This section is from the book "Elementary Economics", by Charles Manfred Thompson. Also available from Amazon: Elementary Economics.
Production without the aid of capital, which in this connection we will call direct production, is primitive in its very nature. The early pioneer, in Iowa let us suppose, quenched his thirst for the first few weeks by lying prone to drink from a natural spring. Obviously, under these conditions, he found it necessary to visit the spring each time he felt the need of a drink. This was direct production in its simplest form. Suppose, to continue the illustration, he spent an hour fashioning some sort of vessel from bark or clay that would contain enough water for the day, and that thereby he saved ten of the twenty minutes which he had formerly consumed daily in walking to and from the spring. Suppose further that by the expenditure of one day's labor he contrived a system of pipes made from wild cane which would carry a continuous flow of water to his cabin door, and which would relieve him of any further labor in getting water from the capital as a factor in production 133 spring. Each step shows the advantage of indirect production. In the first, the hour's labor was made good in six days; in the second, in a few months at most. So it is throughout all the productive processes. The time spent in fashioning tools and machines ordinarily yields an amount of goods in excess of the amount which would have been produced had it been spent in direct production.
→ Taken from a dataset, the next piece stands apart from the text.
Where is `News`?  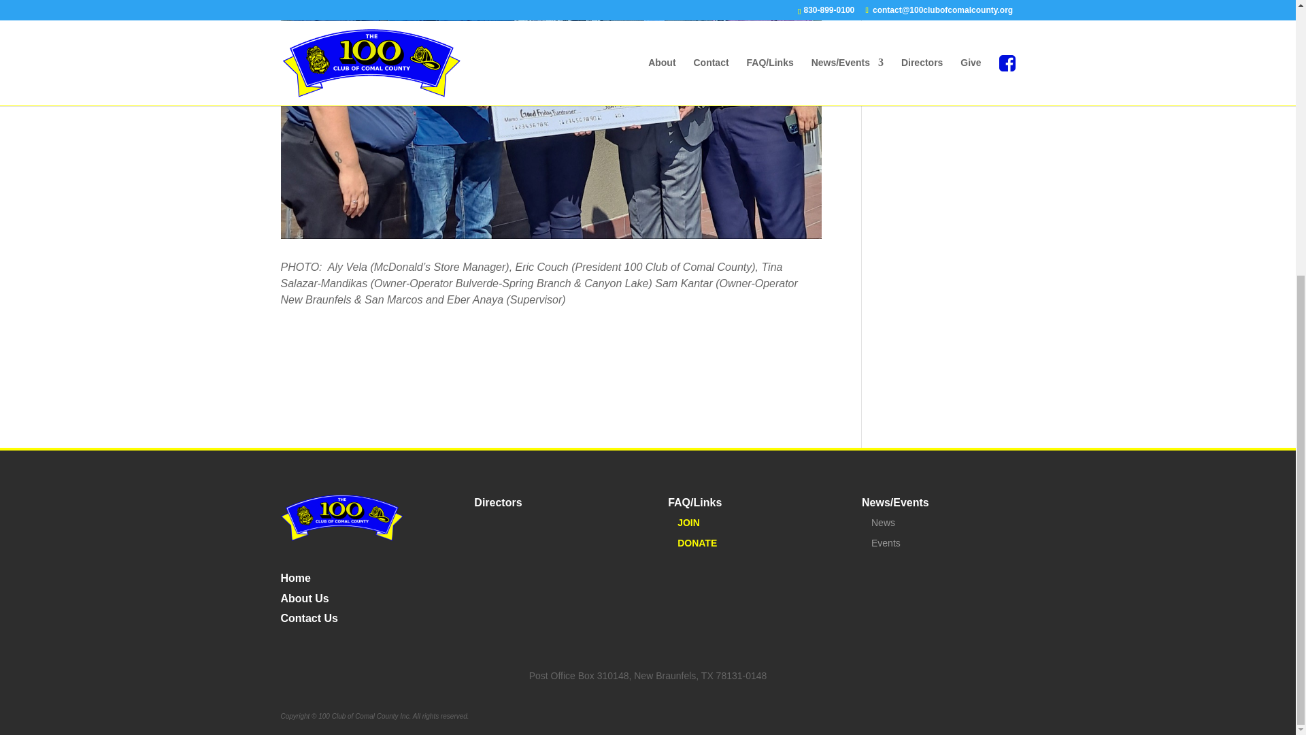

It is necessary to qualify our conclusions with the word "ordinarily," for it is easily conceivable that there are limits to the advantages of indirect production. If our Iowa pioneer had spent days in embellishing his water pipe with shells and beads, there is no reason to believe that it would have served its purpose any better. Furthermore, whether or not the indirect method of production of any particular good holds an advantage over more direct methods, depends in part on the availability of labor. In the oriental countries, where labor is plentiful and cheap, it is often more advantageous in transporting merchandise to employ men than automobile trucks.